Basecamp created hill charts as a novel way to view project progress and outstanding risk. The goal is to give managers a feel for progress without having to ask, but it also addresses key communication issues caused by uncertainty in creative work.
Basecamp already published an concise and highly-visual explanation of hill charts for free. I won’t do it better and I don’t want to steal their content, so I recommend you at least scan their explanation before reading this article.
If you didn’t want to read it, here’s a short explanation without pictures.
They compare work to a hill. There’s two distinct phases, going up the hill and down it. Going up the hill is the phase of feeling out the work and validating the approach. The top of the hill is crossed after you’ve done enough work to be pretty sure all the unknowns have been uncovered and the rest is just executing known tasks.

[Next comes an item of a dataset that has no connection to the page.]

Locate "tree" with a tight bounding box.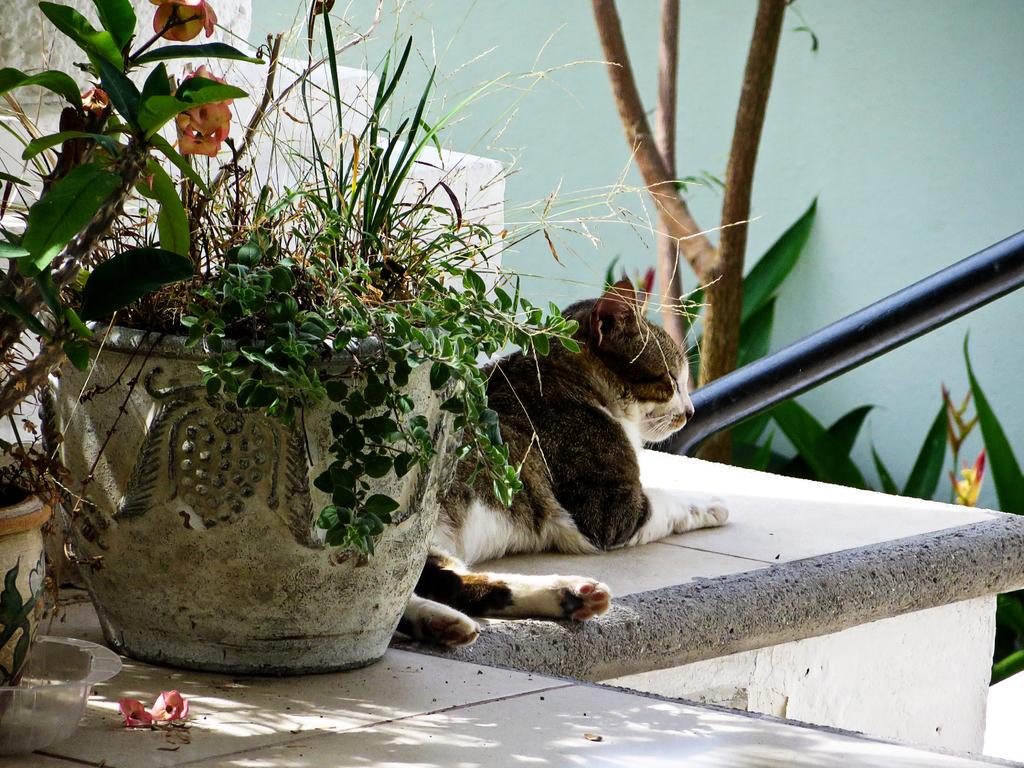
left=588, top=0, right=801, bottom=467.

The work that actually shows up on the hill chart, in their approach, is the major separable verticals of work that make up the larger project. Work is periodically positioned on the hill by the implementers based on their intuition.

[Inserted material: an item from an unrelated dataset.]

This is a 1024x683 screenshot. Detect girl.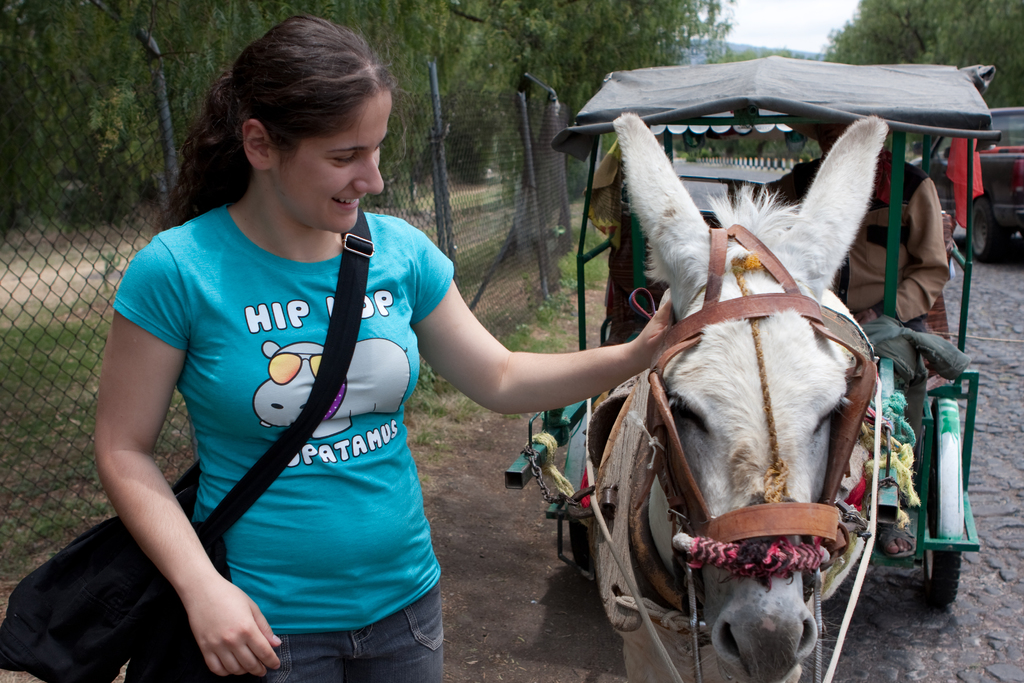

The manager then can view where work is on the hill and how it has moved over time, including if any work was broken up into more segments. This allows the manager to get a feel for the progress of work by relative movement and position on the hill.
The separation of uphill and downhill is critical. It marks a qualitative change in the nature of remaining work. Work on the downside of the hill isn’t generally risky. Work that is stuck on the upside of the hill is risky. Any work that languishes there indicates developers might need unblocked.
The best part of all this is that it doesn’t require any synchronous communication or awkwardly trying talk across a context gap. As a developer, it can be hard to pull yourself out of the details to deliver a clear consice explanation of progress, especially when you’re still going up hill and may not have a good feel for progress yet yourself. As a manager without context of the work, it’s also hard to ask good questions that help the developer paint a clear picture. Effective standups are challenging. The forces pressure toward over-optimistic reports and problems slipping through due to miscommunication.
Hill charts are interesting enough I’m considering trying Basecamp just to try out this one feature. It feels like a potentially transformative approach to status reporting.